Nor was Djibouti any better in the matter of heat. On the opposite coast of the Gulf of Aden, its air was African rather than Arabian. The bullocks were driven down onto the white and dusty quay by thin Somali herdsmen wrapped in woven blankets and bearing long wands with which they prodded their lowing charges.
‘Pardon, M’sieur. Je Suis le…’
I stared, forgetting, despite the tricolours flying prominently from several buildings as well as from our own foremasthead, that this was a French colony. Somehow the impeccable French, issuing from the small brown face with its intelligent eyes, threw me.
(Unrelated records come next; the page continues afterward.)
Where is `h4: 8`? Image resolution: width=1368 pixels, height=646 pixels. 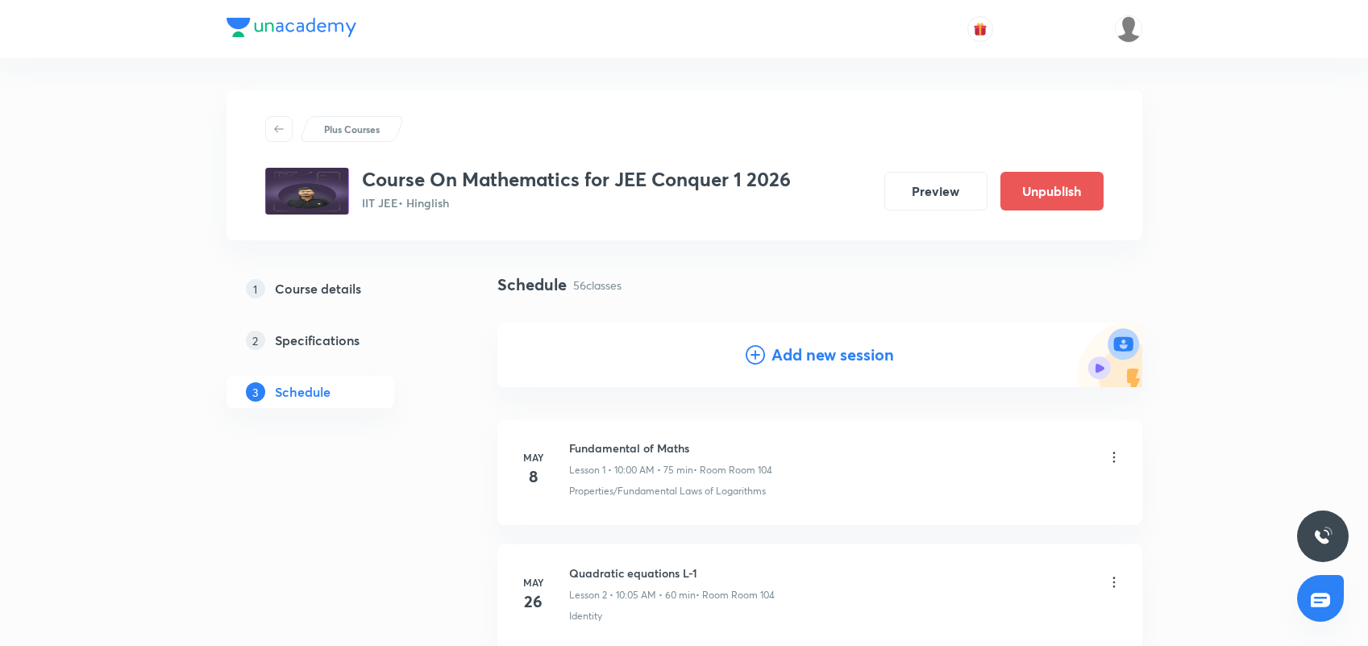 h4: 8 is located at coordinates (534, 476).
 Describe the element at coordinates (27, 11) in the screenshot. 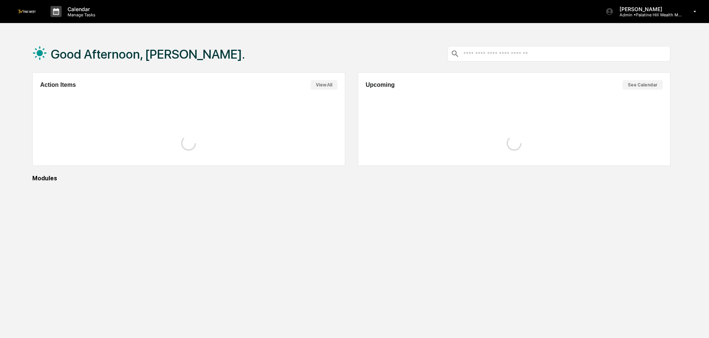

I see `img: logo` at that location.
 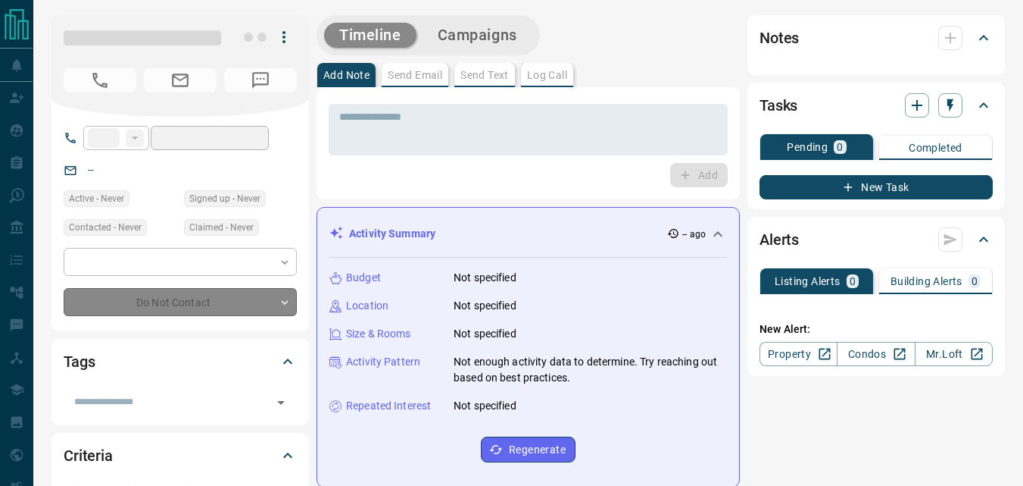 What do you see at coordinates (954, 354) in the screenshot?
I see `a: Mr.Loft` at bounding box center [954, 354].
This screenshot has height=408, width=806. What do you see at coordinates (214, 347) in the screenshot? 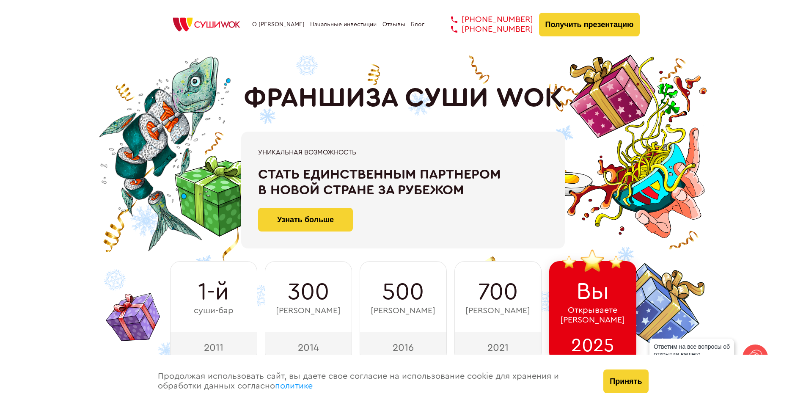
I see `div: 2011` at bounding box center [214, 347].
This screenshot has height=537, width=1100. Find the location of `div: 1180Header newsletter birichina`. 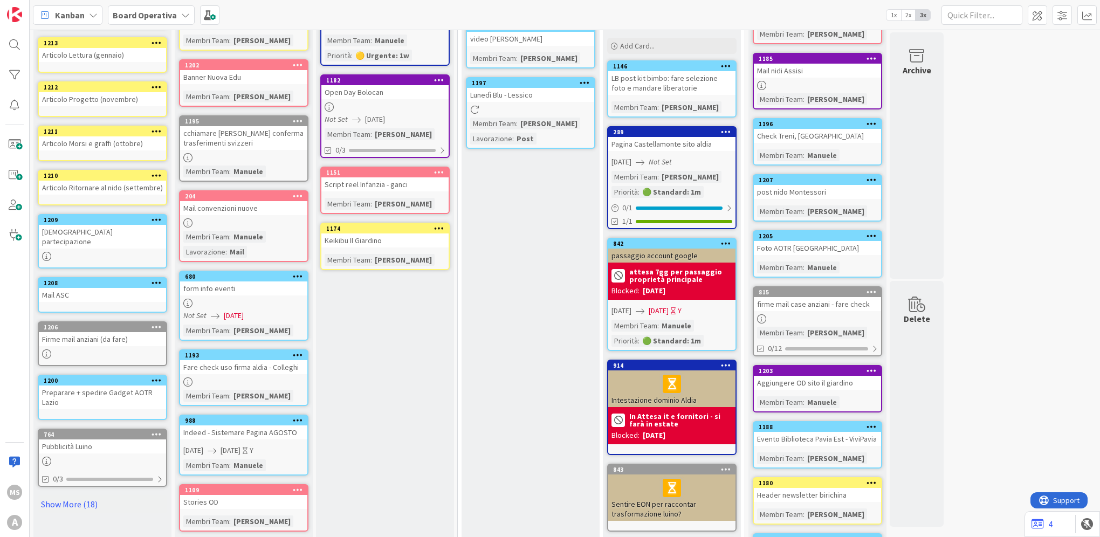

div: 1180Header newsletter birichina is located at coordinates (818, 490).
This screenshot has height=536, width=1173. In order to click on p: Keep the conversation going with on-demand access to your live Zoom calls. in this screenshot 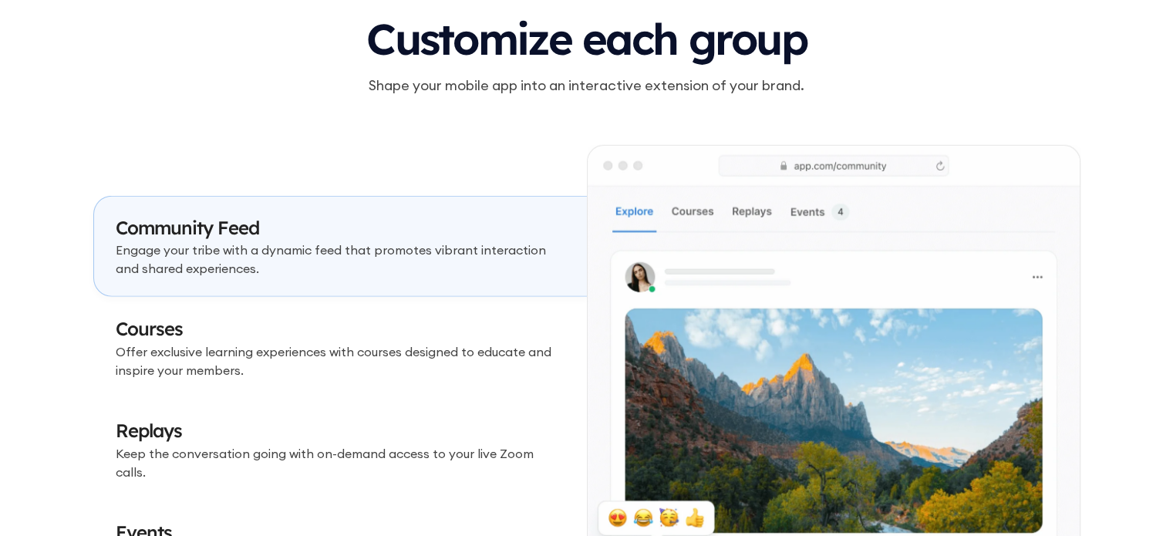, I will do `click(340, 463)`.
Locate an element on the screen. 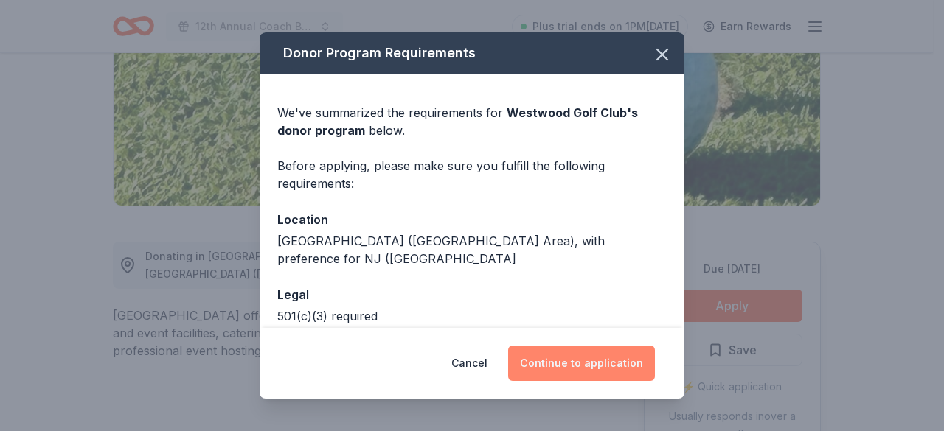 The width and height of the screenshot is (944, 431). div: Location is located at coordinates (472, 220).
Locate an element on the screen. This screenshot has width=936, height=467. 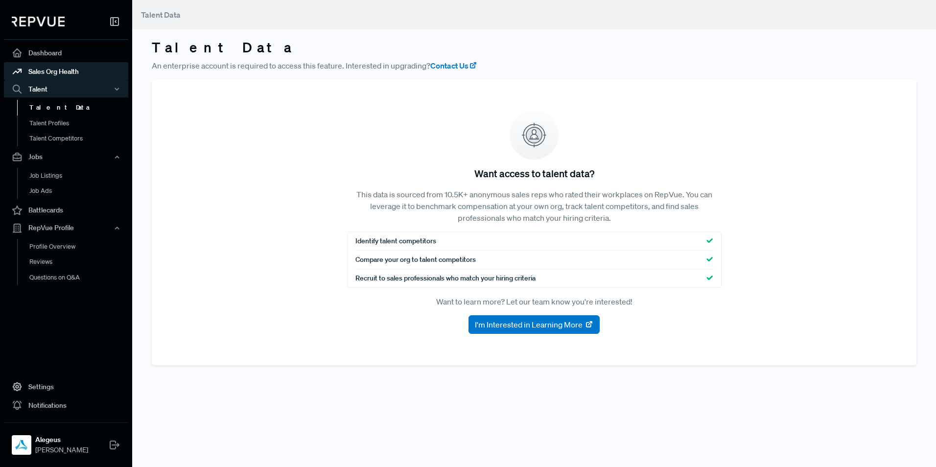
h3: Talent Data is located at coordinates (534, 47).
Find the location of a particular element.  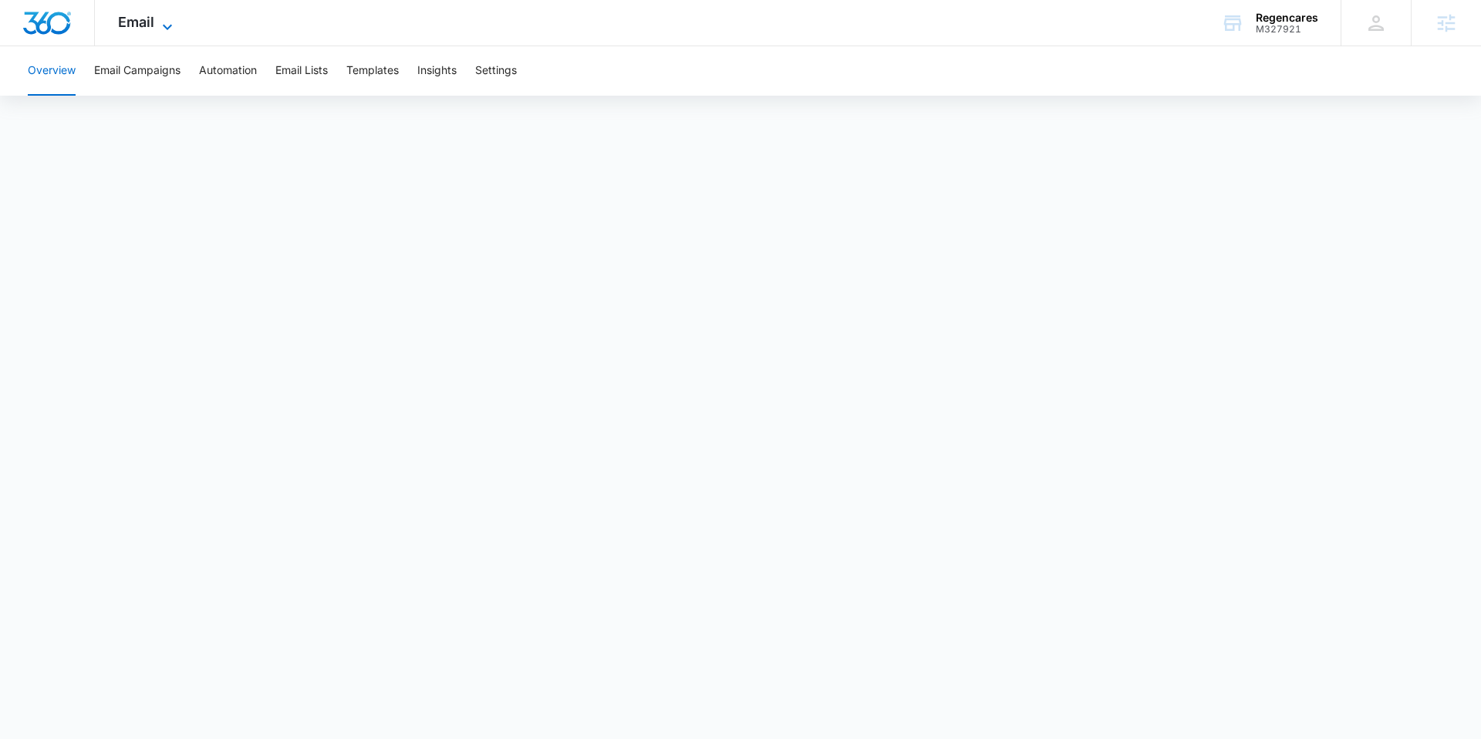

button: Automation is located at coordinates (228, 71).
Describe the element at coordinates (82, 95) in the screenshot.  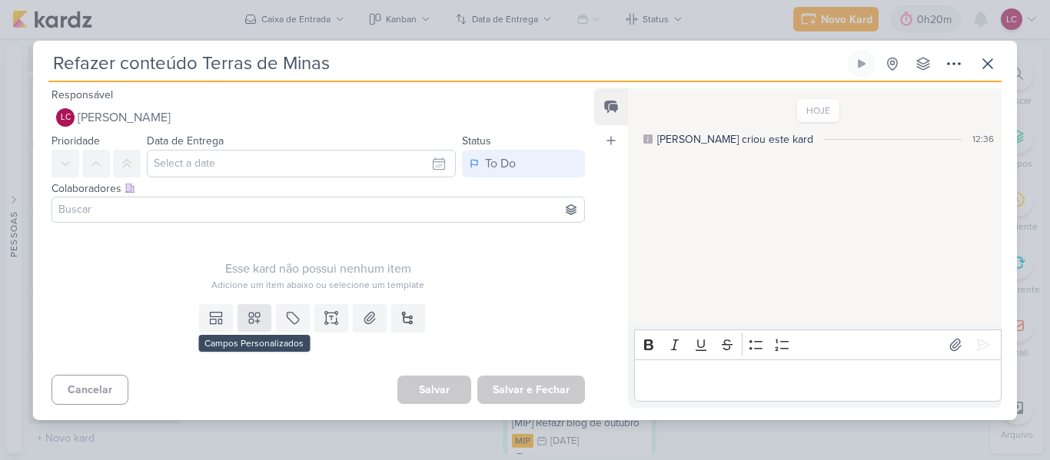
I see `label: Responsável` at that location.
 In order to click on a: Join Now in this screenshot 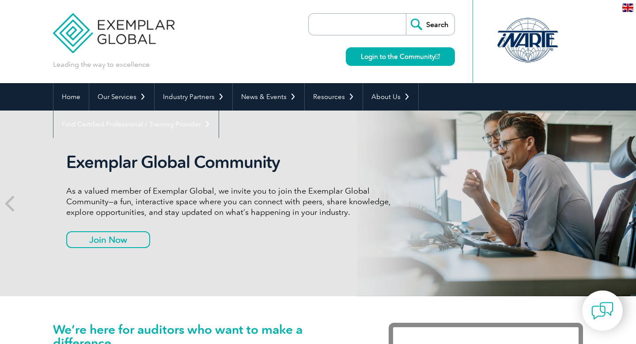, I will do `click(108, 239)`.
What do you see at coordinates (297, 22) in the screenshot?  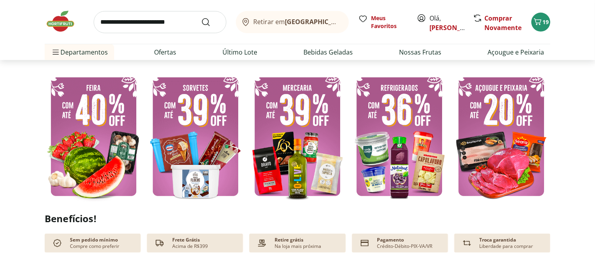 I see `span: Retirar em` at bounding box center [297, 22].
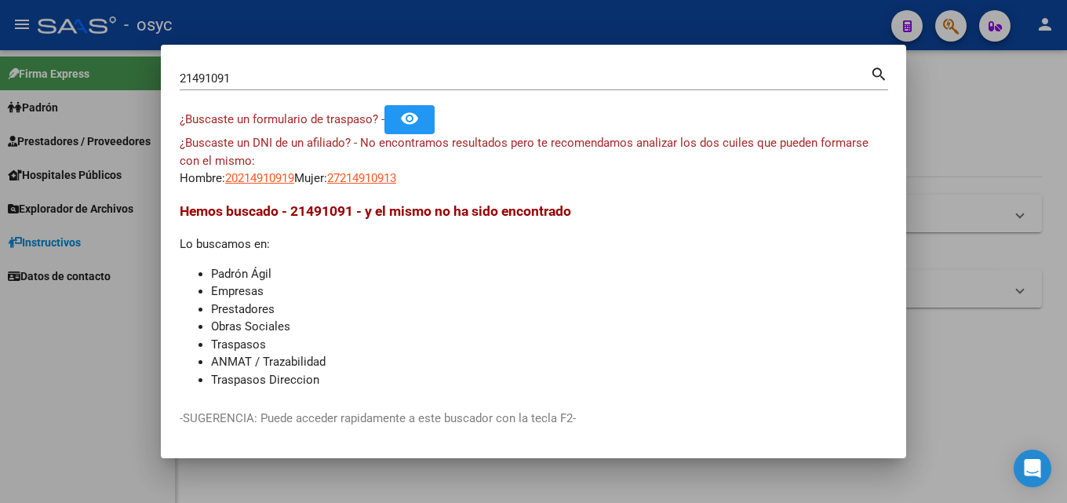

I tried to muster my meagre stock of schoolboy French.
‘Oh, er, Oui, bienvenu…’r />
‘What does he want?’ I looked up. Above me, leaning over the promenade deck rail, the Junior Midshipman’s lady friend stared down at me.
‘I’m not sure. He’s speaking French.’
She suppressed a look of withering scorn.
‘I know that,’ and ignoring me she launched into a dialogue with the Somali that left me foolishly nonplussed. On the quay, wearing epaulettes and a kepi, a French immigration officer grinned up at me.
‘Bravo, M’mselle,’ he applauded as she explained to me:
‘He is coming to Suez with the cattle. He wishes permission to come aboard.’
‘Thank you, I suspect you will be useful as an interpreter…’
But she had jumped to that conclusion minutes earlier and I felt utterly stupid as I conducted the tall, thin Somali to the Mate’s cabin. As I made my retreat from this confrontation I bumped into Sparks.
‘You got good news at Aden, then?’
‘How d’you know?’ He looked sharp, pinched, suspicious. The experience of attending a clinic in Singapore had not eased his neurotic anxiety; if anything, it had made it more acute.
‘Well,’ I shrugged, ‘I suppose if the news had been bad you’d have…’ I trailed off – as though remaining silent about the awful options would avoid any sense of guilt if he should attempt suicide. I did not want to put ideas into his head, though from the haggard look of him they had occupied his mind for weeks now.
‘They advise me to have another blood test in a couple of months,’ he whispered.
‘Oh, that’s just a precaution… you’re all right. You want to put it behind you; chalk it up to experience. You’ll be seeing your girlfriend soon.’